Holy shit. I don't think I've ever seen someone say so little with so many words. Is this some sort of a meta-art piece? It feels like it was written by a high schooler with a thesaurus. I think I can convey the entirety of the essay in one sentence.
You have plenty of attention, just decide to stop wasting it on dumb shit.
Except that might actually be giving the author too much credit, I'm not sure there's actually as salient a point as that buried in there.
This whole blog seems dedicated to the thoughts of Ivan Illitch, and some insight into his thinking and related ideology is probably presumed. That aside, this rather brusque dismissal seems typical of one who does not understand, and therefore vilifies. If a full understanding based on background reading is out of reach for you then just let it slide instead would be my advice.
For those uninterested in digging through the article to get to the point, here it is:
Attention discourse proceeds under the sign of scarcity. It treats attention as a resource, and, by doing so, maybe it has given up the game. To speak about attention as a resource is to grant and even encourage its commodification. If attention is scarce, then a competitive attention economy flows inevitably from it. In other words, to think of attention as a resource is already to invite the possibility that it may be extracted. Perhaps this seems like the natural way of thinking about attention, but, of course, this is precisely the kind of certainty Illich invited us to question.
I can hear the rejoinders taking shape, of course: But attention is scarce. Right now I’m giving it to your writing and not to something else. I have only so many waking hours, and so much to which I must or would like to give my attention. At any given moment, I’m likely to find my attention divided and fragmented. Etc.
Given the intuitive force of these claims, further variations of which I suspect you can readily supply, is the claim that we have all the attention we need even plausible?
So here is a proposition for you to consider: you and I have exactly as much attention as we need. In fact, I’d invite you to do more than consider it. Take it out for a spin in the world. See if proceeding on this assumption doesn’t change how you experience life, maybe not radically, but perhaps for the better. And the implicit corollary should also be borne in mind. If I have exactly as much attention as I need, then in those moments when I feel as if I don’t, the problem is not that I don’t have enough attention. It lies elsewhere. (There is an additional consideration, which is that I’ve failed to cultivate my attention, but, again, this is not a question of scarcity.) In any case, I obviously can’t make any promises, but, you may find, as I have of late, that refusing the assumption of scarcity can be surprisingly liberating.
It's a good point. You pay attention to what you pay attention to and that is enough for now. Letting other people dictate that you "should" FOMO about this or that is no way to live. On the other hand, it is also easier said than done. Just like everybody knows that they "should" limit calorie intake and exercise but obesity is still a thing.
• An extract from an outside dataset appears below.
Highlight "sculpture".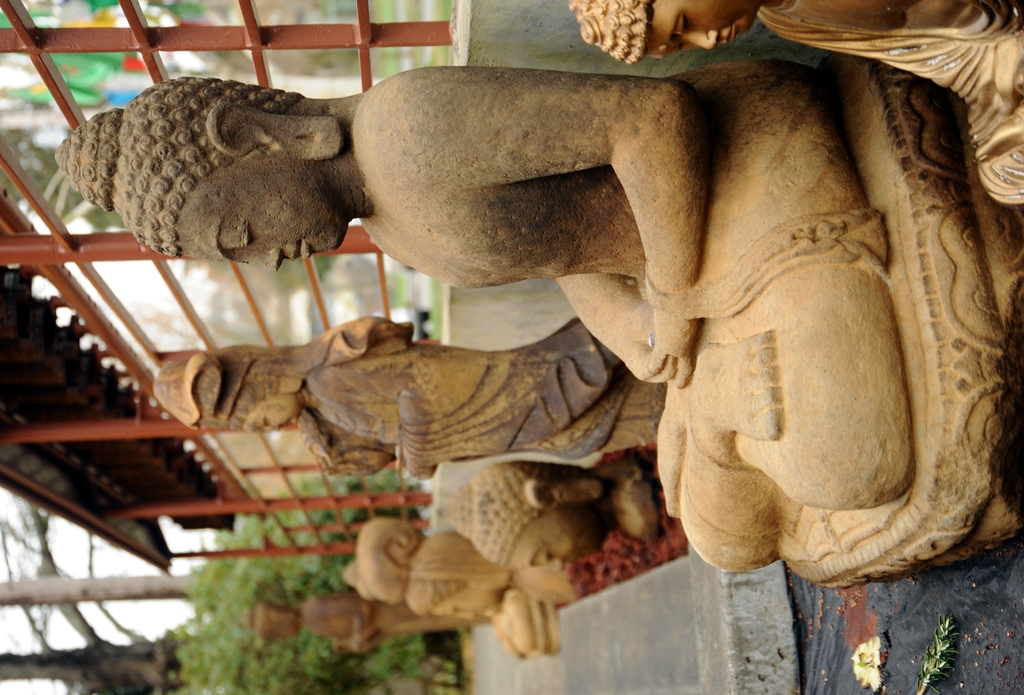
Highlighted region: rect(263, 582, 525, 664).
rather than dismiss the article outright as some other comments do, I'll say that it conflates several concepts. let's break it down:
1) attention is a scare resource. this is a law of the universe (opportunity cost) until some technology or phenomenon figures out how to manipulate time. The article anticipates this response, but doesn't successfully refute it.
2) The article seems focused, towards the end, on the idea that the individual requires more attention. They don't, but this isn't the major issue with the attention economy (in my opinion). It IS an issue with our fame, celebrity, media, novelty and fomo obsessed culture though, granted.
3) a huge problem are institutions and cultures reinforcing attention/ consumption in a kind of cultural attentional arms race. this means that even if you don't care about getting attention, literal trillions of dollars and incalculable man hours will be spent trying to get yours whether you want to give it or not.
4) a general high level problem about whether this arms race (and the general ways we are manipulated into wanting to give attention) is psychologically adapting and damaging people into being unable to sustain attention, and in general unable to give attention to the things worthy of it (the last phenomenon probably is addressed in the article, albeit not explicitly tackling this source/cause, but maybe it takes this as assumed knowledge).
Apart from his reflections and the way the are presented, I also liked the audio accompanying the article.
For me, a non-native speaker, it makes the article more enjoyable. It's like restoring the appropriate colors of a previously desaturated picture. The only thing I missed was a floating media control widget, so I could pause the audio and give myself some time to think.
You have plenty of attention, just decide to stop wasting it on dumb shit.
Except that might actually be giving the author too much credit, I'm not sure there's actually as salient a point as that buried in there.